English Heritage Blue Plaque for sculptor Gilbert Bayes
Sculptor Gilbert Bayes (1872 – 1953) was commemorated with an English Heritage Blue Plaque on 10 December 2007 at 4 Greville Place, St John’s Wood, NW6, London, his home for over twenty years, from 1931 until his death in 1953.
While living at this address Bayes was at the height of his career and completed some of his best-known works, including Queen of Time (1931), the female figure which supports the great clock on the Oxford Street façade of London’s famous department store, Selfridges. Bayes also lovingly introduced his sculptures as decorative additions to his home. Though many of these have since been stolen, some marks of Bayes’ residence at 4 Greville Place remain: an embellishment above a side window and a solitary statue, Great Pan (1929), in the rear garden act as a reminder of the creative environment in which Bayes lived and worked.
Gilbert Bayes was born in London in 1872, one of four children of the painter and etcher Alfred Walter Bayes. Although Alfred Bayes attempted to dissuade his children from following in his footsteps, his two sons, Gilbert and Walter, and daughter Jessie, all became artists. Gilbert showed an early aptitude for modelling and exhibited two wax work models at the Royal Academy in 1889. After leaving school he worked for a firm of tie merchants in the City but continued to pursue his artistic interests by attending evening classes at the City & Guilds School in Finsbury (1891 – 96). From 1896 to 1899 he studied under George Frampton at the Royal Academy Schools, winning the Academy’s gold medal and a travelling scholarship in 1899, which enabled him to study contemporary sculpture in Paris and Italy.
On returning to London, Bayes set up his own studio and – drawing inspiration from chivalric themes and Norse Mythology – began to produce reliefs and statuettes, largely in bronze. His output gradually became more diverse; his materials ranged from copper and enamel to mosaic and plaster, and his interest in the use and impact of colour in sculpture for decorative purposes developed. In the years leading up to the First World War, Bayes was viewed as a leading exponent of the flourishing New Sculpture movement. In 1911, he was commissioned to design the Great Seal for King George V.
By the 1920s, Bayes’ professional standing was well-established, and he had become a key member of the Art Workers’ Guild, serving as Master in 1925. He developed a close connection with master ceramics manufacturer, Doulton, and was the first artist to take an interest in the new medium of polychrome stoneware. This union produced the much admired Queen of Time (1931), and the large-scale relief History of Pottery through the Ages (1938), now in the Victoria and Albert Museum (V&A). Bayes formed productive relationships with architects including Thomas Tait and Sir John Burnet, and his many architectural commissions included the frieze of the Saville Theatre, Shaftesbury Avenue (1931), and the relief outside Lord’s cricket ground (1934). The fine ceramic finials, designed in the 1930s to adorn the washing-line posts in St Pancras housing estates, underlined his belief that art should be a part of everyone’s daily life. Between 1904 and 1948, Bayes executed around twenty medals for the Home Office and other official bodies, and fittingly enough he served as President of the Royal British Society of Sculptors (1939 – 44).
The post-war years proved a difficult time for Bayes – he found himself increasingly out of sympathy with new artistic trends and suffered from bouts of depression that caused him the destroy some of his own works. He was particularly dismayed by the growing rift between ‘fine art’ and ‘craft’, and exhibited few works in his final years. Bayes died in July 1953.
In recent years, Bayes and his work have been the subject of a revival of interest, thanks in part to the V&A exhibition, the ‘Doulton Story’ (1979), and major retrospectives held at The Fine Art Society, London, and the Henry Moore Centre, Leeds, in 1998. More lasting recognition of Bayes’ work came at the V&A in 2005, when its sculpture gallery was named after him.
Bayes believed that art should be accessible to all, both in terms of location and subject, and his work has become part of the fabric of London. The erection of an English Heritage blue ceramic plaque is a fitting tribute to an artist noted for his pioneering use of polychrome stoneware in architecture.
For further press information and photographs of the Blue Plaque please contact Charlotte Tamvakis, English Heritage Corporate Communications, on 0207 973 3251.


Report back the lines in this listing that carry the string "type".

** RECORDS PROVIDED **

● ● ● ● ●

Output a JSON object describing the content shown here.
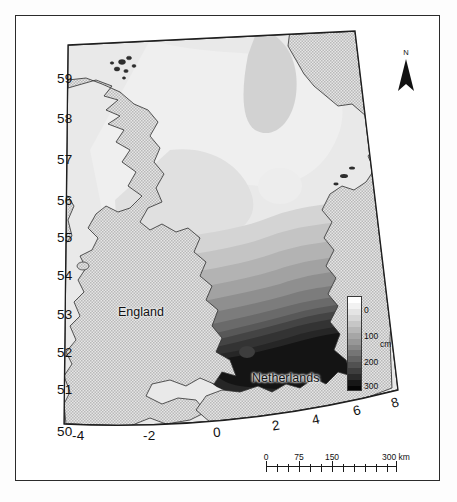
{
  "figure": {
    "type": "thematic-contour-map",
    "region": "North Sea"
  },
  "map": {
    "place_labels": [
      {
        "name": "England",
        "x": 118,
        "y": 305
      },
      {
        "name": "Netherlands",
        "x": 252,
        "y": 371
      }
    ],
    "latitude_label_text": "Latitude (degrees north)",
    "longitude_label_text": "Longitude (degrees east)",
    "latitude_ticks": [
      {
        "label": "59",
        "x": 57,
        "y": 71
      },
      {
        "label": "58",
        "x": 57,
        "y": 111
      },
      {
        "label": "57",
        "x": 57,
        "y": 152
      },
      {
        "label": "56",
        "x": 57,
        "y": 193
      },
      {
        "label": "55",
        "x": 57,
        "y": 230
      },
      {
        "label": "54",
        "x": 57,
        "y": 268
      },
      {
        "label": "53",
        "x": 57,
        "y": 307
      },
      {
        "label": "52",
        "x": 57,
        "y": 345
      },
      {
        "label": "51",
        "x": 57,
        "y": 382
      },
      {
        "label": "50",
        "x": 57,
        "y": 424
      }
    ],
    "longitude_ticks": [
      {
        "label": "-4",
        "x": 72,
        "y": 428,
        "rot": 0
      },
      {
        "label": "-2",
        "x": 143,
        "y": 428,
        "rot": 0
      },
      {
        "label": "0",
        "x": 213,
        "y": 425,
        "rot": -5
      },
      {
        "label": "2",
        "x": 272,
        "y": 418,
        "rot": -9
      },
      {
        "label": "4",
        "x": 312,
        "y": 412,
        "rot": -12
      },
      {
        "label": "6",
        "x": 353,
        "y": 403,
        "rot": -14
      },
      {
        "label": "8",
        "x": 391,
        "y": 395,
        "rot": -16
      }
    ]
  },
  "north_arrow": {
    "label": "N",
    "icon": "north-arrow-icon"
  },
  "legend": {
    "unit": "cm",
    "ticks": [
      {
        "label": "0",
        "top": 10
      },
      {
        "label": "100",
        "top": 36
      },
      {
        "label": "200",
        "top": 62
      },
      {
        "label": "300",
        "top": 86
      }
    ],
    "bands": [
      "#ffffff",
      "#f2f2f2",
      "#e4e4e4",
      "#d6d6d6",
      "#c6c6c6",
      "#b6b6b6",
      "#a6a6a6",
      "#979797",
      "#878787",
      "#757575",
      "#636363",
      "#515151",
      "#3e3e3e",
      "#2b2b2b",
      "#171717",
      "#060606"
    ],
    "value_min": 0,
    "value_max": 300
  },
  "scale_bar": {
    "unit": "km",
    "labels": [
      {
        "label": "0",
        "x": 0
      },
      {
        "label": "75",
        "x": 33
      },
      {
        "label": "150",
        "x": 66
      },
      {
        "label": "300 km",
        "x": 130
      }
    ],
    "major_ticks": [
      0,
      33,
      66,
      130
    ],
    "minor_ticks": [
      11,
      22,
      44,
      55,
      77,
      88,
      99,
      110,
      121
    ]
  },
  "chart_data": {
    "type": "heatmap",
    "title": "",
    "xlabel": "Longitude (degrees east)",
    "ylabel": "Latitude (degrees north)",
    "xlim": [
      -5,
      9
    ],
    "ylim": [
      49.8,
      59.6
    ],
    "xticks": [
      -4,
      -2,
      0,
      2,
      4,
      6,
      8
    ],
    "yticks": [
      50,
      51,
      52,
      53,
      54,
      55,
      56,
      57,
      58,
      59
    ],
    "colorbar_label": "cm",
    "colorbar_ticks": [
      0,
      100,
      200,
      300
    ],
    "colorbar_range": [
      -50,
      330
    ],
    "grid": false,
    "legend_position": "inside-right",
    "annotations": [
      "England",
      "Netherlands",
      "N"
    ],
    "contour_levels": [
      -50,
      0,
      25,
      50,
      75,
      100,
      125,
      150,
      175,
      200,
      225,
      250,
      275,
      300,
      330
    ]
  }
}
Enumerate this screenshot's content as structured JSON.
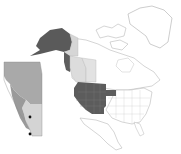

● ● ● ● ●

** RESPONSE BELOW **
    "type": "thematic-contour-map",
    "type": "heatmap",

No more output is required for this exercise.